Two hours later, having set his arm crudely in a sort of splint without benefit of anesthetic, he settled to his own satisfaction that there was no longer any automatic device on the station prepared to serve him. Even the autochef was included in the ban; it spat stinking burned fat at him. The shower, too—that delivered a stream of boiling water. In the smoke and steam his ambitions evaporated: goodbye house, goodbye girls, goodbye geriatric treatment, goodbye Dickery Evan. For without the autochef he would starve before the harvesting ship was due.
"Then we'll make sure those radiated swine don't enjoy what they've done to me," he promised between clenched teeth, and went to see what weapons he could find.

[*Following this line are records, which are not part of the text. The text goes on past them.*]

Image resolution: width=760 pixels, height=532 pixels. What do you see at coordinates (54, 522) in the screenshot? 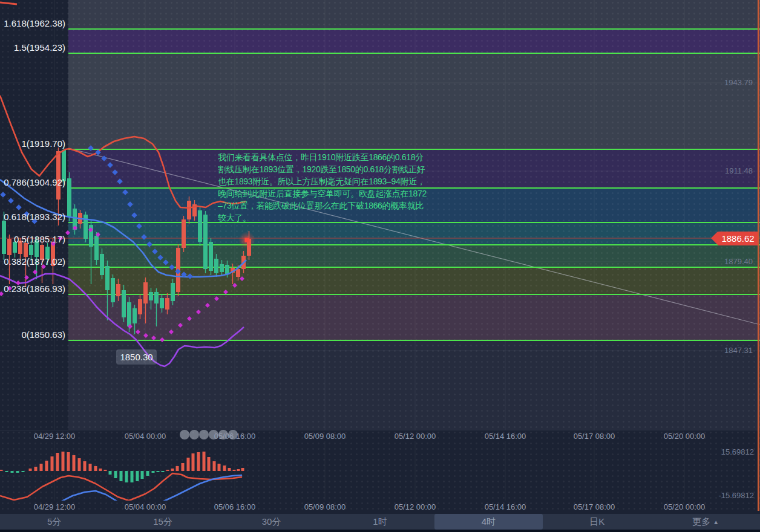
I see `tab-label: 5分` at bounding box center [54, 522].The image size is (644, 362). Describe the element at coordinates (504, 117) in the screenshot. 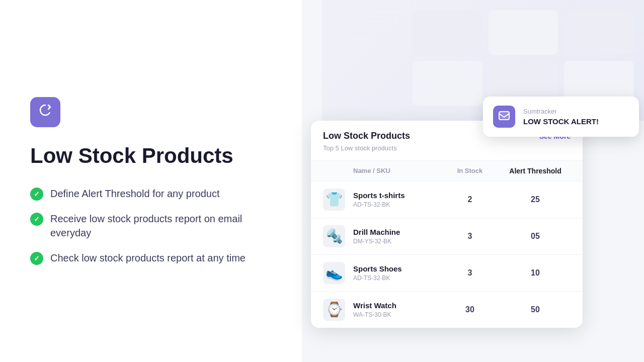

I see `notification-icon` at that location.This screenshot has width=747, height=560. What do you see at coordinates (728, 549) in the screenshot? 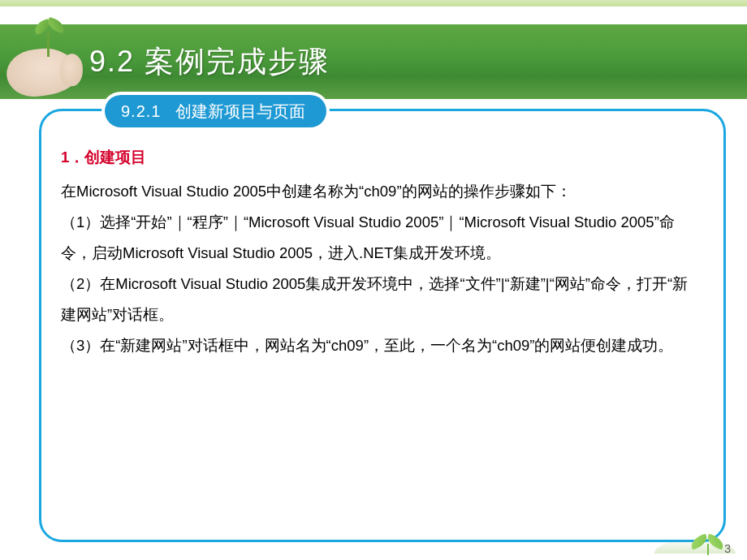
I see `page-number: 3` at bounding box center [728, 549].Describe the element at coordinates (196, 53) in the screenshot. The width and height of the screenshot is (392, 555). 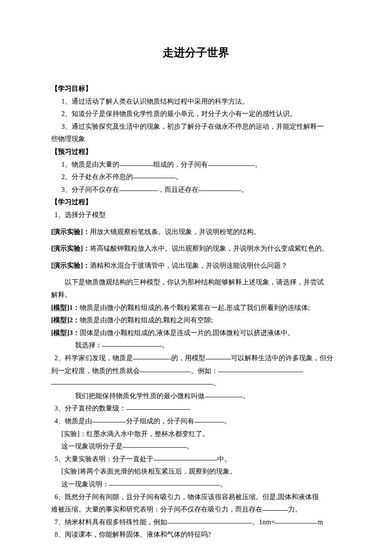
I see `page-title: 走进分子世界` at that location.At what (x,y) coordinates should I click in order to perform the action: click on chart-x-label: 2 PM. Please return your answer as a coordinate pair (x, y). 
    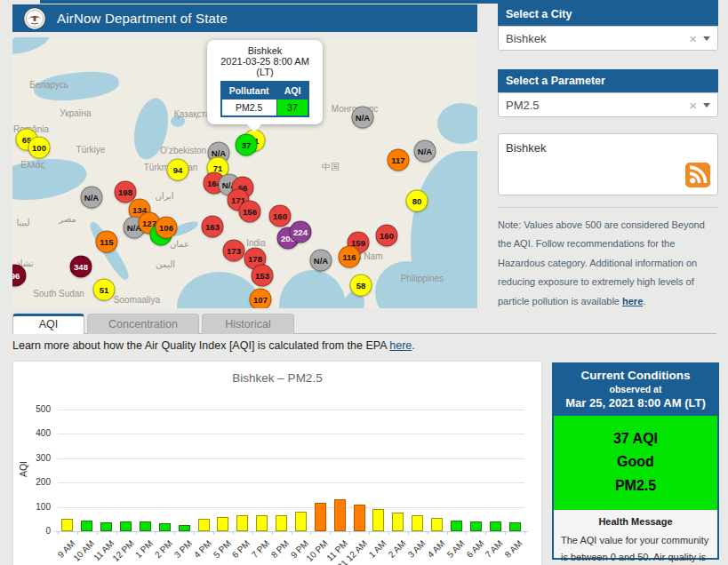
    Looking at the image, I should click on (164, 549).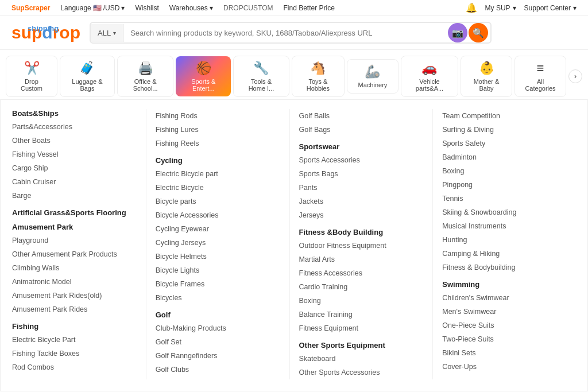  I want to click on menu-item: Fishing Lures, so click(218, 130).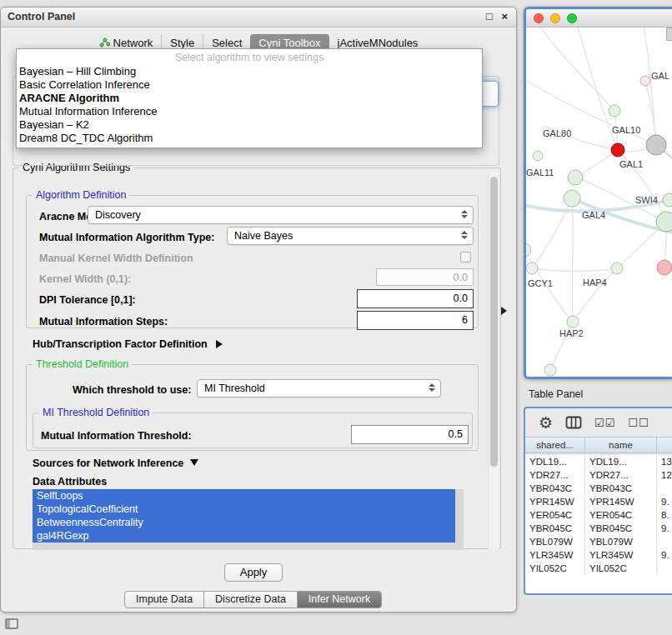  Describe the element at coordinates (243, 516) in the screenshot. I see `data-attributes-list: SelfLoops TopologicalCoefficient Between…` at that location.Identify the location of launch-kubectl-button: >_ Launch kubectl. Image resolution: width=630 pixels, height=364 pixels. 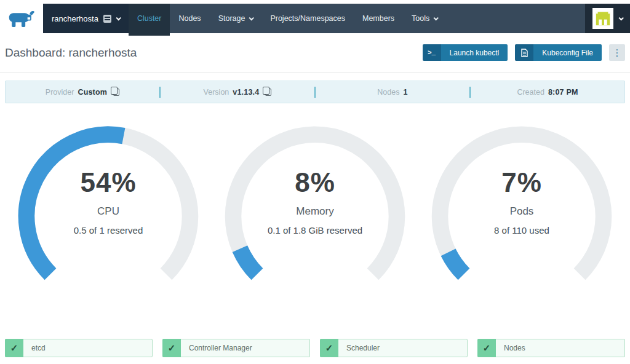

But he had only killed one pelt, chopping it to messy shreds in the water, before the nearest monitor came chugging up and seized him in its powerful mechanical arms, to carry him off across the lonely swamps and abandon him to his f
ate on a drifting mat of weed. The force with which he was dumped made the bones of his arm grind together again, and the dazzling-bright pain blotted out his consciousness.
Ignorant even of identity, heedless of his fate, Dickery Evan floated on the sluggish solar tides of Zygra.
VII
ARMS ACHING, hands sore from gripping the crude paddle, Horst Lampeter kept thinking of Solomon and how real, how physical, this work made his loss seem. Their boat was difficult enough to drive along anyway, consisting as it did of only a rough frame supporting them on half a hundred pieces of bladderwrack, the cysts inflated by lungpower and resealed with a gummy exudation from the stems of dinglybells. Every other day it was necessary to check the whole caboodle and replace a dozen or so of the cysts which were starting to rot.
But while Solomon had been with them paddling had been disproportionately easier. He'd driven his blade harder than Horst and Coberley put together—Victor could be ignored, since he was the weakest of any of them and often fainted after a couple of hours in full sun. Also, Solomon had been able to crack an occasional joke, tell a story, true or invented, or sing bawdy songs in his resonant bass voice.
Now he rots among the roots .... He'd have made a joke of that too—or a new verse for one of his songs.
"Take the right-hand side of that weed ahead!" Victor called in his thin, piping imitation of a shout.
"Does it matter?" Coberley snarled. "We don't even know if we're on the same half of the damned planet as the main station!"
"But we are," Victor insisted, sounding close to tears. Horst suspected that both he and Coberley had been equally affected by the death of Solomon, though none of them—including himself—had said how much he was missed. They gave their feelings away all the time, nonetheless: Coberley had been more than ever irascible since the disaster, while Victor had taken to whimpering aloud.
"Haven't we seen the monitors nearby?" Victor went on.